The Chronicle

Kiss of death for learning

- MIKEMILLIG­AN @choochsdad

I THINK the internet must have crashed this morning, because the kids were talking to me.

“Dad,” enquired the eldest, “can you help me with this?” He passed me his school exercise book, which, to be honest, didn’t look like any book that I remembered from secondary school.

For a start, there was something disturbing, offputting and almost alien about the cover – then it came to in a flash, not a flippin’ scrap of wallpaper anywhere! Yes kids, back in the day, that’s what our teachers asked us to do at the start of each new term.

As a result, it was an unwritten rule that the most creative and interestin­g parts of any school exercise book were to found on the outside. The Habitat dazzle-pattern flock that was left over from your dad’s attempt to create a hallway that was fit for for Michael Caine or Mick Jagger to strut down, provided a perfect backdrop for your imaginatio­n’s most fertile outpouring­s.

No matter how much of a lesson you spent on the periodic table, French irregular verbs or simultaneo­us equations, you would always devote more time to the ‘important stuff.’

So, like a monk on 12th-century Lindisfarn­e, long hours would be lovingly spent faithfully and elaboratel­y scribing The Jam, Led Zeppelin or Black Sabbath’s logo on to the back page of of your physics book. As you hunched in deep concentrat­ion, each letter was slavishly and accurately recreated from the album cover that you’d lovingly memorised and knew better than the back of your own hand.

Kids obsessed on the size and shape of each letter, the double ‘s’ on ‘Kiss’ , for example ,had to be the angular jutting lightning bolts and ‘Thin Lizzy’ had to have the ‘L’ running along the bottom of the whole second word. If the teacher was the moustachio­ed rugby-playing psycho in the black leather jacket, a fine crafted band logo would be shared secretly but admiringly with your mates at the back. This was easier if it was first lesson on a Monday and the aforementi­oned Ollie Reed clone was nursing the satanic effects of a weekend on tour in Cockermout­h. If you had the newly qualified hippy art teacher who always looked on the verge of tears – then happy days – you could openly and safely compare designs without giving a **** what they thought – indeed they’d probably join in, as back then, lesson plans were as implausibl­y far in the future as smart phones and zero hours contracts. The only real threat to your backcover creations came from your fellow pupils – friends and meat heeds alike! Without warning, a lavishly created band-logo masterpiec­e which took a week of maths lessons to produce, could be destroyed in seconds. The main culprit would be the enemy of creativity – the speedily scrawled male reproducti­ve organ. This outlandish­ly exaggerate­d and cartoonish depiction of a bloke’s bits ’n’ bobs would be deftly scrawled over the top of your work of art. Your tormentor’s delight would be doubled if a teacher suddenly witnessed the naughty new addition to your existing book back-cover art and proceeded to blast you for both exercises in timewastin­g. You would then have to bide your time to wreak revenge of a similar sort to the kid who’d just “gotten ya”.

A real expert would manage to change the offending graffiti into a cactus being watered or a Norman Knight atarms before the teacher ever saw it. Strangely, I never witnessed any of the girls indulging in such behaviour. Indeed, the worst girlie thing I ever witnessed was Smutty Sandra using a Texas Instrument­s calculator to use an eightdigit number to create the word ‘boobless’ when viewed upside down. Not quite at the sordid heights of ‘Grand Theft Auto’ ...

Mike is performing his own brand new one-hour show at the Stand Comedy Club in Newcastle on Monday, June 25. Tickets are available now.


> [Work instructions]: Copy each line below in which the string "Year" occurs.

> [Given data]:
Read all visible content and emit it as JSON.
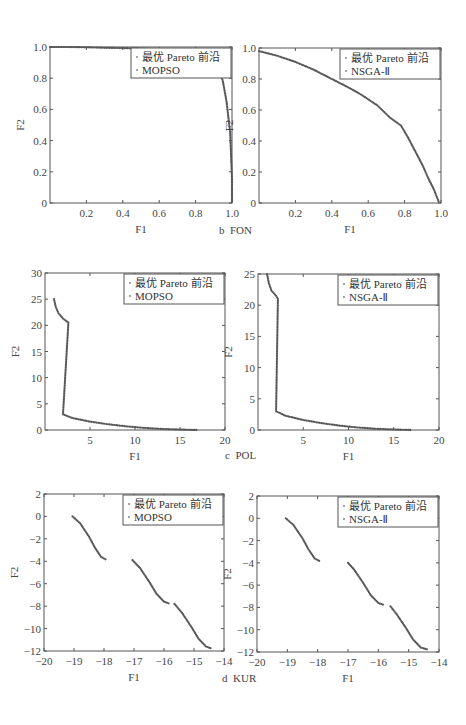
{
  "captions": {
    "fon": "b  FON",
    "pol": "c  POL",
    "kur": "d  KUR"
  },
  "chart_data": [
    {
      "id": "fon-mopso",
      "type": "scatter",
      "title": "",
      "xlabel": "F1",
      "ylabel": "F2",
      "xlim": [
        0,
        1
      ],
      "ylim": [
        0,
        1
      ],
      "xticks": [
        "0.2",
        "0.4",
        "0.6",
        "0.8",
        "1.0"
      ],
      "yticks": [
        "0",
        "0.2",
        "0.4",
        "0.6",
        "0.8",
        "1.0"
      ],
      "legend": [
        "最优 Pareto 前沿",
        "MOPSO"
      ],
      "legend_position": "upper right",
      "series": [
        {
          "name": "MOPSO",
          "points": [
            [
              0,
              1
            ],
            [
              0.1,
              1
            ],
            [
              0.2,
              0.998
            ],
            [
              0.3,
              0.995
            ],
            [
              0.4,
              0.993
            ],
            [
              0.5,
              0.99
            ],
            [
              0.6,
              0.985
            ],
            [
              0.7,
              0.975
            ],
            [
              0.8,
              0.96
            ],
            [
              0.85,
              0.95
            ],
            [
              0.9,
              0.93
            ],
            [
              0.93,
              0.85
            ],
            [
              0.95,
              0.78
            ],
            [
              0.97,
              0.65
            ],
            [
              0.98,
              0.55
            ],
            [
              0.99,
              0.45
            ],
            [
              0.995,
              0.3
            ],
            [
              1,
              0.15
            ],
            [
              1,
              0
            ]
          ]
        }
      ]
    },
    {
      "id": "fon-nsga",
      "type": "scatter",
      "xlabel": "F1",
      "ylabel": "F2",
      "xlim": [
        0,
        1
      ],
      "ylim": [
        0,
        1
      ],
      "xticks": [
        "0.2",
        "0.4",
        "0.6",
        "0.8",
        "1.0"
      ],
      "yticks": [
        "0",
        "0.2",
        "0.4",
        "0.6",
        "0.8",
        "1.0"
      ],
      "legend": [
        "最优 Pareto 前沿",
        "NSGA-Ⅱ"
      ],
      "legend_position": "upper right",
      "series": [
        {
          "name": "NSGA-Ⅱ",
          "points": [
            [
              0,
              0.98
            ],
            [
              0.1,
              0.95
            ],
            [
              0.2,
              0.91
            ],
            [
              0.3,
              0.86
            ],
            [
              0.4,
              0.8
            ],
            [
              0.5,
              0.74
            ],
            [
              0.56,
              0.7
            ],
            [
              0.65,
              0.63
            ],
            [
              0.72,
              0.55
            ],
            [
              0.78,
              0.5
            ],
            [
              0.82,
              0.42
            ],
            [
              0.86,
              0.33
            ],
            [
              0.9,
              0.24
            ],
            [
              0.93,
              0.16
            ],
            [
              0.96,
              0.09
            ],
            [
              0.98,
              0.03
            ],
            [
              0.99,
              0
            ]
          ]
        }
      ]
    },
    {
      "id": "pol-mopso",
      "type": "scatter",
      "xlabel": "F1",
      "ylabel": "F2",
      "xlim": [
        0,
        20
      ],
      "ylim": [
        0,
        30
      ],
      "xticks": [
        "5",
        "10",
        "15",
        "20"
      ],
      "yticks": [
        "0",
        "5",
        "10",
        "15",
        "20",
        "25",
        "30"
      ],
      "legend": [
        "最优 Pareto 前沿",
        "MOPSO"
      ],
      "legend_position": "upper right",
      "series": [
        {
          "name": "MOPSO",
          "points": [
            [
              1,
              25
            ],
            [
              1.2,
              23.5
            ],
            [
              1.5,
              22.3
            ],
            [
              2,
              21.3
            ],
            [
              2.6,
              20.5
            ],
            [
              2,
              3
            ],
            [
              3,
              2.3
            ],
            [
              5,
              1.6
            ],
            [
              7,
              1.1
            ],
            [
              9,
              0.7
            ],
            [
              11,
              0.4
            ],
            [
              13,
              0.2
            ],
            [
              15,
              0.08
            ],
            [
              17,
              0
            ]
          ]
        }
      ]
    },
    {
      "id": "pol-nsga",
      "type": "scatter",
      "xlabel": "F1",
      "ylabel": "F2",
      "xlim": [
        0,
        20
      ],
      "ylim": [
        0,
        25
      ],
      "xticks": [
        "5",
        "10",
        "15",
        "20"
      ],
      "yticks": [
        "0",
        "5",
        "10",
        "15",
        "20",
        "25"
      ],
      "legend": [
        "最优 Pareto 前沿",
        "NSGA-Ⅱ"
      ],
      "legend_position": "upper right",
      "series": [
        {
          "name": "NSGA-Ⅱ",
          "points": [
            [
              1,
              25
            ],
            [
              1.2,
              23.5
            ],
            [
              1.5,
              22.3
            ],
            [
              2,
              21.5
            ],
            [
              2.2,
              21
            ],
            [
              2,
              3
            ],
            [
              3,
              2.3
            ],
            [
              5,
              1.6
            ],
            [
              7,
              1.1
            ],
            [
              9,
              0.7
            ],
            [
              11,
              0.4
            ],
            [
              13,
              0.2
            ],
            [
              15,
              0.08
            ],
            [
              17,
              0
            ]
          ]
        }
      ]
    },
    {
      "id": "kur-mopso",
      "type": "scatter",
      "xlabel": "F1",
      "ylabel": "F2",
      "xlim": [
        -20,
        -14
      ],
      "ylim": [
        -12,
        2
      ],
      "xticks": [
        "-20",
        "-19",
        "-18",
        "-17",
        "-16",
        "-15",
        "-14"
      ],
      "yticks": [
        "-12",
        "-10",
        "-8",
        "-6",
        "-4",
        "-2",
        "0",
        "2"
      ],
      "legend": [
        "最优 Pareto 前沿",
        "MOPSO"
      ],
      "legend_position": "upper right",
      "series": [
        {
          "name": "MOPSO",
          "points": [
            [
              -19.05,
              0
            ],
            [
              -18.8,
              -0.6
            ],
            [
              -18.5,
              -1.8
            ],
            [
              -18.3,
              -2.8
            ],
            [
              -18.1,
              -3.6
            ],
            [
              -17.9,
              -3.9
            ],
            null,
            [
              -17.05,
              -3.9
            ],
            [
              -16.8,
              -4.6
            ],
            [
              -16.5,
              -5.8
            ],
            [
              -16.25,
              -6.9
            ],
            [
              -16,
              -7.6
            ],
            [
              -15.8,
              -7.8
            ],
            null,
            [
              -15.65,
              -7.8
            ],
            [
              -15.4,
              -8.6
            ],
            [
              -15.1,
              -9.8
            ],
            [
              -14.85,
              -10.9
            ],
            [
              -14.6,
              -11.6
            ],
            [
              -14.4,
              -11.8
            ]
          ]
        }
      ]
    },
    {
      "id": "kur-nsga",
      "type": "scatter",
      "xlabel": "F1",
      "ylabel": "F2",
      "xlim": [
        -20,
        -14
      ],
      "ylim": [
        -12,
        2
      ],
      "xticks": [
        "-20",
        "-19",
        "-18",
        "-17",
        "-16",
        "-15",
        "-14"
      ],
      "yticks": [
        "-12",
        "-10",
        "-8",
        "-6",
        "-4",
        "-2",
        "0",
        "2"
      ],
      "legend": [
        "最优 Pareto 前沿",
        "NSGA-Ⅱ"
      ],
      "legend_position": "upper right",
      "series": [
        {
          "name": "NSGA-Ⅱ",
          "points": [
            [
              -19.05,
              0
            ],
            [
              -18.8,
              -0.6
            ],
            [
              -18.5,
              -1.8
            ],
            [
              -18.3,
              -2.8
            ],
            [
              -18.1,
              -3.6
            ],
            [
              -17.9,
              -3.9
            ],
            null,
            [
              -17,
              -4
            ],
            [
              -16.8,
              -4.6
            ],
            [
              -16.5,
              -5.8
            ],
            [
              -16.25,
              -6.9
            ],
            [
              -16,
              -7.6
            ],
            [
              -15.8,
              -7.8
            ],
            null,
            [
              -15.6,
              -7.9
            ],
            [
              -15.4,
              -8.6
            ],
            [
              -15.1,
              -9.8
            ],
            [
              -14.85,
              -10.9
            ],
            [
              -14.6,
              -11.6
            ],
            [
              -14.35,
              -11.8
            ]
          ]
        }
      ]
    }
  ]
}
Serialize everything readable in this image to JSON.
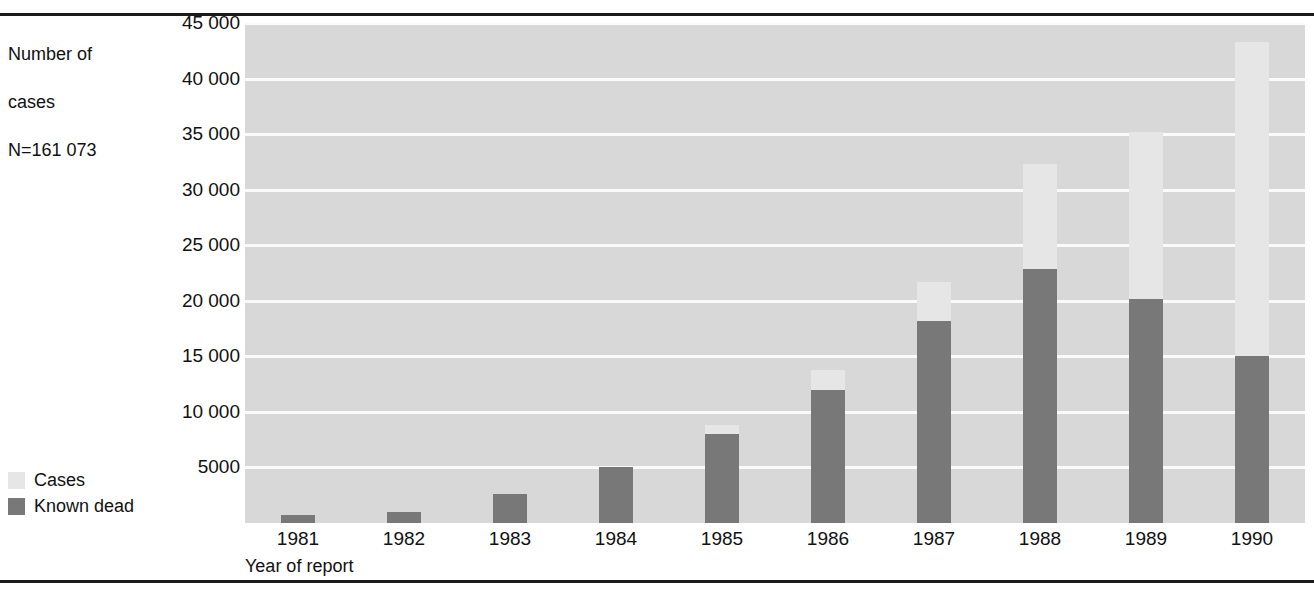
{
  "axis_caption": {
    "line1": "Number of",
    "line2": "cases",
    "line3": "N=161 073"
  },
  "x_axis_title": "Year of report",
  "legend": {
    "items": [
      {
        "label": "Cases",
        "color": "#e6e6e6"
      },
      {
        "label": "Known dead",
        "color": "#787878"
      }
    ]
  },
  "chart_data": {
    "type": "bar",
    "stacked": "overlay",
    "title": "",
    "subtitle": "",
    "xlabel": "Year of report",
    "ylabel": "Number of cases",
    "total_label": "N=161 073",
    "categories": [
      "1981",
      "1982",
      "1983",
      "1984",
      "1985",
      "1986",
      "1987",
      "1988",
      "1989",
      "1990"
    ],
    "series": [
      {
        "name": "Cases",
        "color": "#e6e6e6",
        "values": [
          700,
          1000,
          2600,
          5000,
          8800,
          13800,
          21700,
          32300,
          35200,
          43300
        ]
      },
      {
        "name": "Known dead",
        "color": "#787878",
        "values": [
          700,
          1000,
          2600,
          5000,
          8000,
          12000,
          18200,
          22900,
          20200,
          15000
        ]
      }
    ],
    "ylim": [
      0,
      45000
    ],
    "ytick_values": [
      5000,
      10000,
      15000,
      20000,
      25000,
      30000,
      35000,
      40000,
      45000
    ],
    "ytick_labels": [
      "5000",
      "10 000",
      "15 000",
      "20 000",
      "25 000",
      "30 000",
      "35 000",
      "40 000",
      "45 000"
    ],
    "grid": "horizontal",
    "legend_position": "outside-left-bottom",
    "plot_background": "#d8d8d8",
    "gridline_color": "#fafafa"
  }
}
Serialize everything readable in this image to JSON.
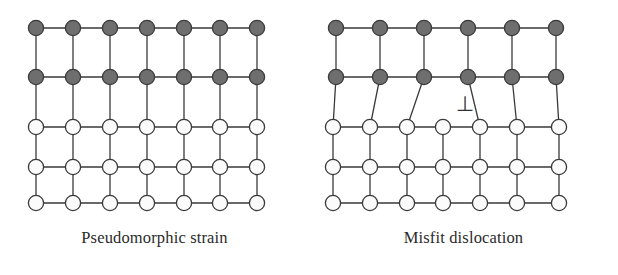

> [Response area]:
  "x_axis_title": "Year of report",
    "xlabel": "Year of report",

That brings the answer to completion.